Updated: Jun 22, 2020

One of the major tools in overcoming anxiety are exposure plans. They help because they give you a plan of tackling those anxiety provoking situations in a safe way, and repeatedly until you no longer feel anxious anymore.



1. Trigger List

The first thing you need is a list of the situations that you feel anxious. There should be a variety of things but aim for ten different ones.

Assign a number to each trigger as a level of difficult For example, 1 is barely any anxiety and 10 is unbearable.


2. Plan a place for each trigger

Once you have your list, you can then start planning where you can challenge yourself. For example, if you have a problem with lifts, plan going to a shopping centre. If you have a problem with quiet places, plan going down to your local library.

Plan when you want to challenge yourself so that you give yourself plenty of time and also plan who you will go with. It’s important to have support so aim to have someone with you or at least accompany you to and from the triggering place.

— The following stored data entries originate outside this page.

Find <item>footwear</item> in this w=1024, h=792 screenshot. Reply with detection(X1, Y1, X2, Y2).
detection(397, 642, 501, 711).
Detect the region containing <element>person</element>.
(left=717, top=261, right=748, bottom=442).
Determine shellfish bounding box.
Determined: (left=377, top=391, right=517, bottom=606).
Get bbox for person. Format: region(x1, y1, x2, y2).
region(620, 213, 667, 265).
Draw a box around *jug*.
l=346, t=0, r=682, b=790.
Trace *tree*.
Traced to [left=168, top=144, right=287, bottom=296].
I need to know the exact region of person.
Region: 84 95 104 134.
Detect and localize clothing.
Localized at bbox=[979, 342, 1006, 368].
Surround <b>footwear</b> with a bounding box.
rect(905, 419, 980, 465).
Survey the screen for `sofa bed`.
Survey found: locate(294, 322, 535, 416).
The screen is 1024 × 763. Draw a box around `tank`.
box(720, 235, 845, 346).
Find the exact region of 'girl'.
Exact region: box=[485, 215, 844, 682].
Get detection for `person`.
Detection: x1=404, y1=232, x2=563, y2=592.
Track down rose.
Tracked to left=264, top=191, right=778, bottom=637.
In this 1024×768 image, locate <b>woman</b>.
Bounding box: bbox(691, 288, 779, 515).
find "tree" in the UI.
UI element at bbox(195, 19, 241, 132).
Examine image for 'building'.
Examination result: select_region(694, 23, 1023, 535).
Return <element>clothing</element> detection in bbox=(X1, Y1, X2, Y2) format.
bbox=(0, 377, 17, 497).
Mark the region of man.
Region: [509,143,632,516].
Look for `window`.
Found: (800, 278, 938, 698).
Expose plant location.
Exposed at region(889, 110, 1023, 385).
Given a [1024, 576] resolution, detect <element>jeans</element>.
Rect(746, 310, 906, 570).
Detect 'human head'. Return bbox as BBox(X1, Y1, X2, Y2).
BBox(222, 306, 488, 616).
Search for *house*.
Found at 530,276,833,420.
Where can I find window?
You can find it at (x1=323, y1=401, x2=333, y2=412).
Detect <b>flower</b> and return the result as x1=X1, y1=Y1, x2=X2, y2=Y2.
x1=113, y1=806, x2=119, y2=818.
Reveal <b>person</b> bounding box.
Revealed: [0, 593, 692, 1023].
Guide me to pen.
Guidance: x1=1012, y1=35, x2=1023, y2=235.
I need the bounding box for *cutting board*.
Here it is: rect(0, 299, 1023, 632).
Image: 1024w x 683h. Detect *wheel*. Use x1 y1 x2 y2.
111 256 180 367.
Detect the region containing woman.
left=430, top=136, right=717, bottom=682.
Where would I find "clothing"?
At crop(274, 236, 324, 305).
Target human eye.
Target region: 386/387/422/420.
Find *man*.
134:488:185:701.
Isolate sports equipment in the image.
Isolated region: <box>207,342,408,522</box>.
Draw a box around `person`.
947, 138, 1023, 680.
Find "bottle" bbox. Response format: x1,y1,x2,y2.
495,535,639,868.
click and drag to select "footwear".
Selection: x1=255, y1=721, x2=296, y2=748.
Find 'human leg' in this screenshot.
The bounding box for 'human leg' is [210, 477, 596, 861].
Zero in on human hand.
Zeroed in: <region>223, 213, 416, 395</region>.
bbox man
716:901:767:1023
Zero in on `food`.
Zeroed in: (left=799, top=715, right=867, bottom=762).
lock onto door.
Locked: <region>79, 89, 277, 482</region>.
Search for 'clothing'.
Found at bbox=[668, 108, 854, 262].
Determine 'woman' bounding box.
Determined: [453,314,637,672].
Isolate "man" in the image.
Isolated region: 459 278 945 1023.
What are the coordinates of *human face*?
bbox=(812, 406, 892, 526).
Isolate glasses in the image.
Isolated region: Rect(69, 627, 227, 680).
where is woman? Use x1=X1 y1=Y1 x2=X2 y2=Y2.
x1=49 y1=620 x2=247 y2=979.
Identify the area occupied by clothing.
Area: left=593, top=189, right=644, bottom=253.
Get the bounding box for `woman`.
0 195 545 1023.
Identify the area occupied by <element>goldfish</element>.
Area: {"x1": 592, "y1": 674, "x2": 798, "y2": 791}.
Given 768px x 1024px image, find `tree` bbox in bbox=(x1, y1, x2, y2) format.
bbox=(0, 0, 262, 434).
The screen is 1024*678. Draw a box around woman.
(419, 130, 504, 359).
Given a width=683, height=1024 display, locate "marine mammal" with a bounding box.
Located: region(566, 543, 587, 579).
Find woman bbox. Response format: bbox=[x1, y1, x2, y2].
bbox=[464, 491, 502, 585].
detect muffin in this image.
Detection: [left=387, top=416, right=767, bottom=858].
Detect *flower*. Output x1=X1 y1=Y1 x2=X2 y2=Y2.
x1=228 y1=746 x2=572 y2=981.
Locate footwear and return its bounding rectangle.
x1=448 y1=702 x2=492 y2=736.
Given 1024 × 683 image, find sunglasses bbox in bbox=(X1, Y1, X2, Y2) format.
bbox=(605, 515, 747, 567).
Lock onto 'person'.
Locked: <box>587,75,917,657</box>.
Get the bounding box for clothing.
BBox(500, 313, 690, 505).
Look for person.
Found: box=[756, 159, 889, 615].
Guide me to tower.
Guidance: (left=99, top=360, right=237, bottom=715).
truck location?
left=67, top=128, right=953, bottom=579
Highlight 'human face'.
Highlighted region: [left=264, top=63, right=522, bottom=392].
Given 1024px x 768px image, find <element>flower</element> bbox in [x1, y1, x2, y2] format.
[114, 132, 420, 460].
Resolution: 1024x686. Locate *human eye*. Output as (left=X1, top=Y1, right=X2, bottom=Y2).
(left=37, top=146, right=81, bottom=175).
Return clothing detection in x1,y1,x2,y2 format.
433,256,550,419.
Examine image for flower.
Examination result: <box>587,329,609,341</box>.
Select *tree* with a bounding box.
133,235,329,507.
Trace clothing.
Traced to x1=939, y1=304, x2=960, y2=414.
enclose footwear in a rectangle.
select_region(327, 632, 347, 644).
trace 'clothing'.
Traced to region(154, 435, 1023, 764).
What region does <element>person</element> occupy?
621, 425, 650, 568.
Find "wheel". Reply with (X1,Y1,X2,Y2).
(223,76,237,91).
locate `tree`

3. Work your way through each trigger

Start with the lowest trigger on the scale. Go to the place and challenge yourself. If we go back to the lift example, you go to the shopping centre and you set foot in a lift. Perhaps you manage to go up one floor before getting out. That is challenging your trigger.


4. Rewards

Once you complete the challenge you have set yourself, reward yourself. I used to go to the bookshop every time I managed to stay in a triggering situation. Find something fun or relaxing and do that. It could be something as simple as watching your favourite film.

Rewards are an important part as it retrains your brain to view the situation as positive rather than threatening. Something good came from it in the end rather than something bad.


5. Repeat

If you felt anxious in the lift, repeat that trigger until you don’t feel anxious anymore in that situation. Once you’ve achieved that, move on to the next one. Keeping repeating the challenge and reward cycle until you are no longer anxious in that situation.

It’s important to take your time and not skip a step as you risk overwhelming yourself and losing the progress you have made so far.


6. Record Findings

It’s worth writing down what happens every time you challenge a triggering situation and how you felt throughout it. That’ll provide you with a kind of journal that will show all of your progress and also help you tackle any future anxiety challenges you may face.


This is just a brief look at how to come up with exposure plans. There is plenty of information about them generally but hopefully this condensed version will offer you more of a ‘how-to’ approach rather than a lecture.